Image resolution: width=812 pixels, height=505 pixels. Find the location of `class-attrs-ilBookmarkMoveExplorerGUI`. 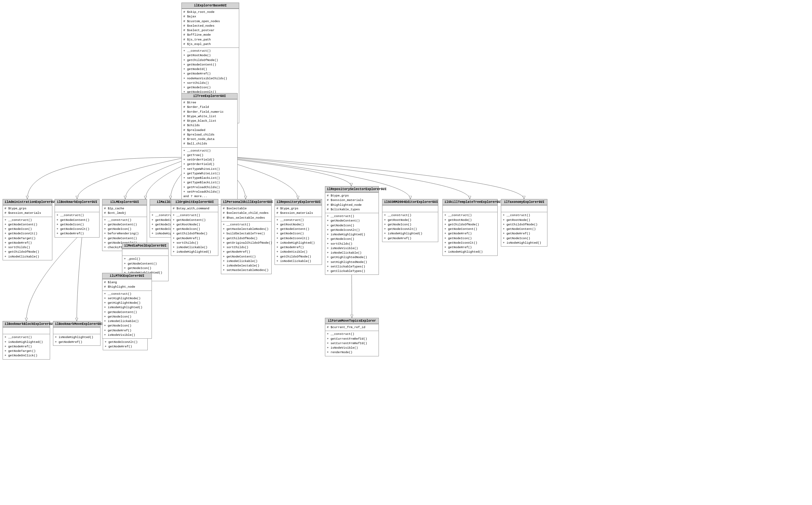

class-attrs-ilBookmarkMoveExplorerGUI is located at coordinates (77, 331).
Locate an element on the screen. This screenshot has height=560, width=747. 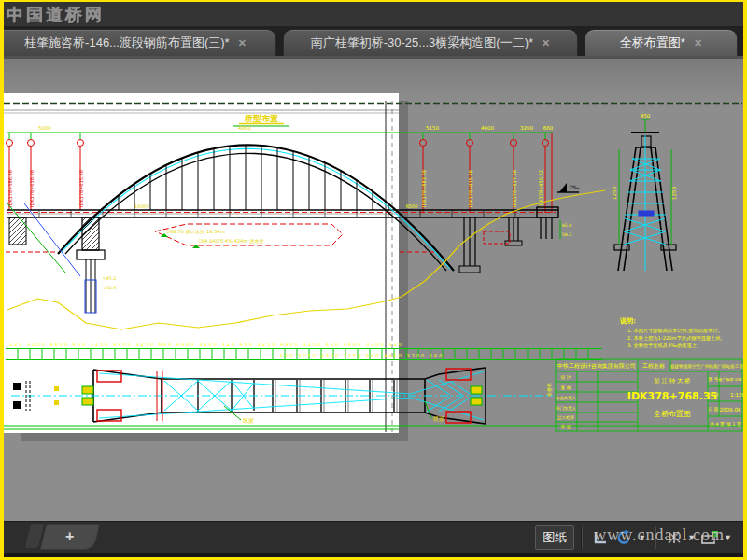
svg-text:320 3200 4600 660 3250 4900 32: 320 3200 4600 660 3250 4900 3250 660 460… is located at coordinates (206, 344).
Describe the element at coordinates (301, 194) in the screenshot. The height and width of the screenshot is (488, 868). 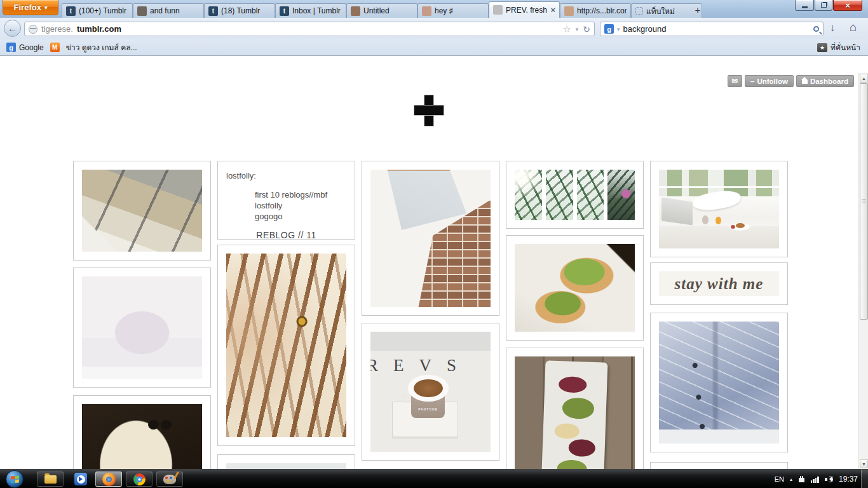
I see `post-body-line: first 10 reblogs//mbf` at that location.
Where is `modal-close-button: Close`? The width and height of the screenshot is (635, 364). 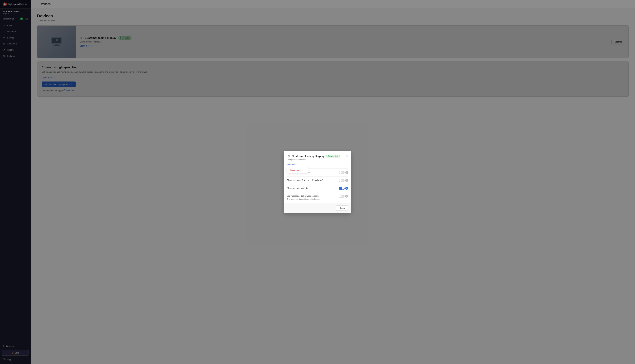 modal-close-button: Close is located at coordinates (342, 208).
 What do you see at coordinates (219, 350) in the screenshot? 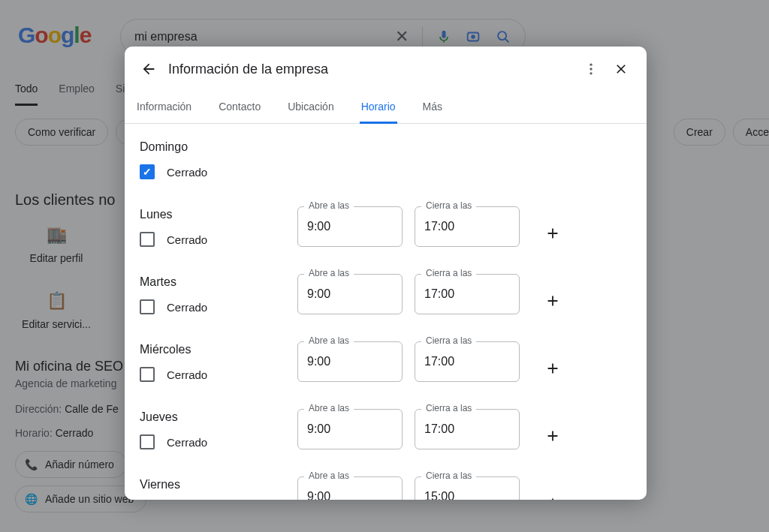
I see `day-name: Miércoles` at bounding box center [219, 350].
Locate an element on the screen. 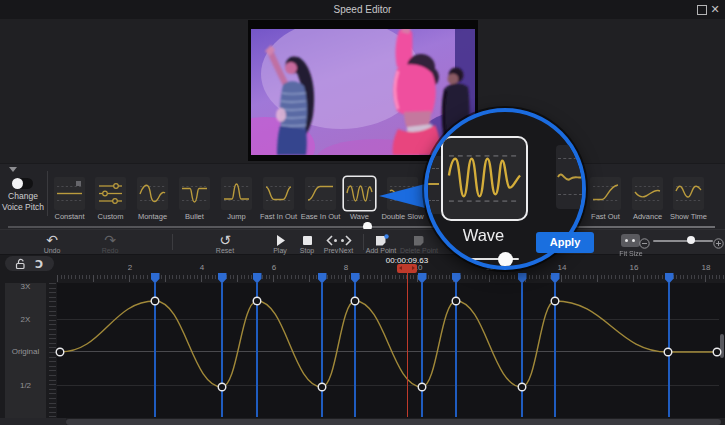 Image resolution: width=725 pixels, height=425 pixels. preset-ease-in-out is located at coordinates (320, 194).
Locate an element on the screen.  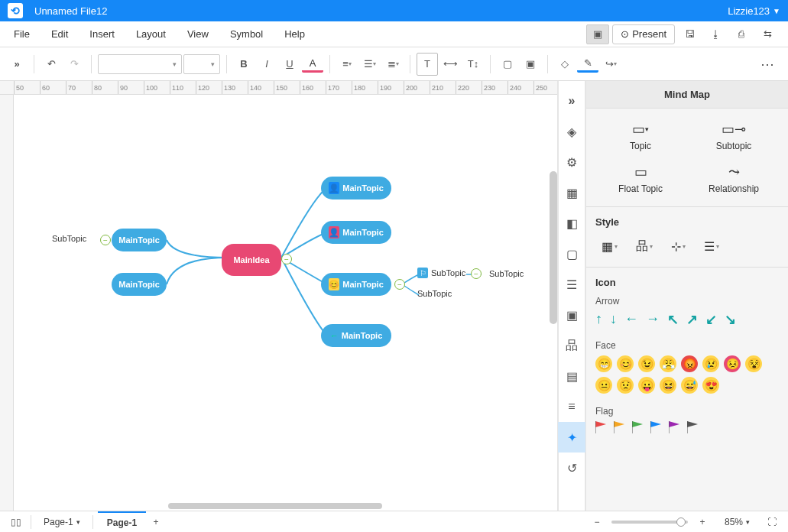
underline-button: U is located at coordinates (290, 64).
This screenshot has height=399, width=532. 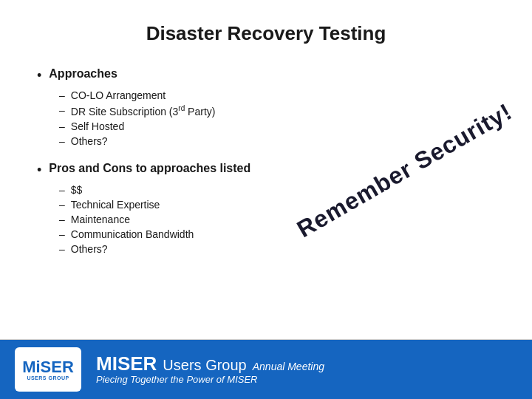 I want to click on footer-users-group: Users Group, so click(x=204, y=365).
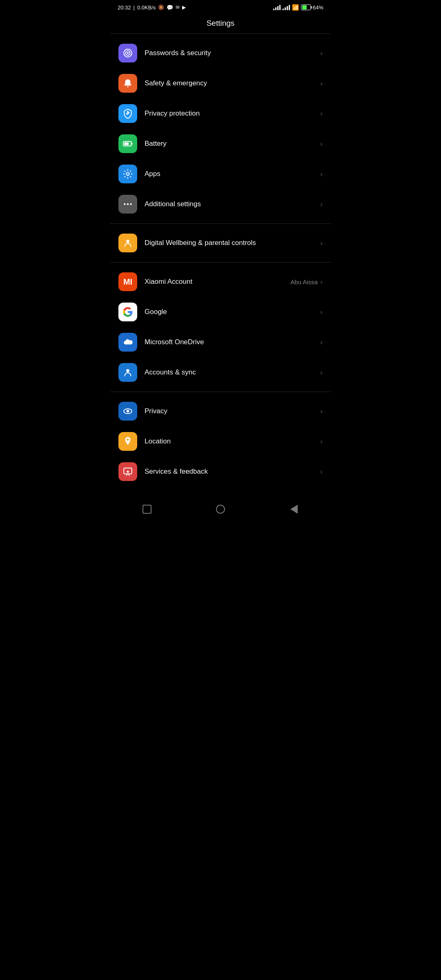  Describe the element at coordinates (305, 7) in the screenshot. I see `battery-fill` at that location.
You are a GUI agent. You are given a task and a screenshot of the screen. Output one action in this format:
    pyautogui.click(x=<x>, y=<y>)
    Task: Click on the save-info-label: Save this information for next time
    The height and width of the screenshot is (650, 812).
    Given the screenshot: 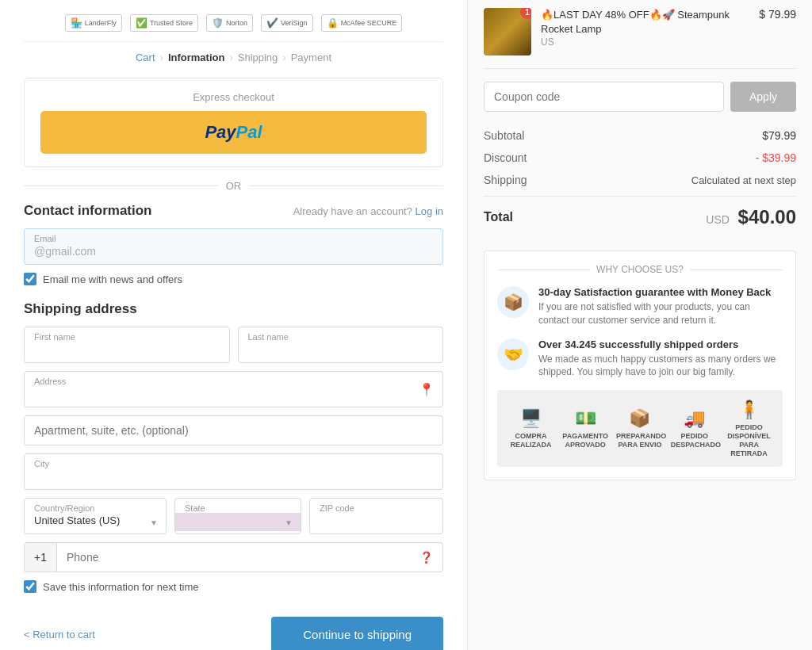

(What to work on):
Taking the lines above, repeat exactly those from the line that contains "You are a GUI" through the line that contains "The height and width of the screenshot is (650, 812).", and both of those lines as well. Include nothing else.

(Output):
You are a GUI agent. You are given a task and a screenshot of the screen. Output one action in this format:
    pyautogui.click(x=<x>, y=<y>)
    Task: Click on the save-info-label: Save this information for next time
    The height and width of the screenshot is (650, 812).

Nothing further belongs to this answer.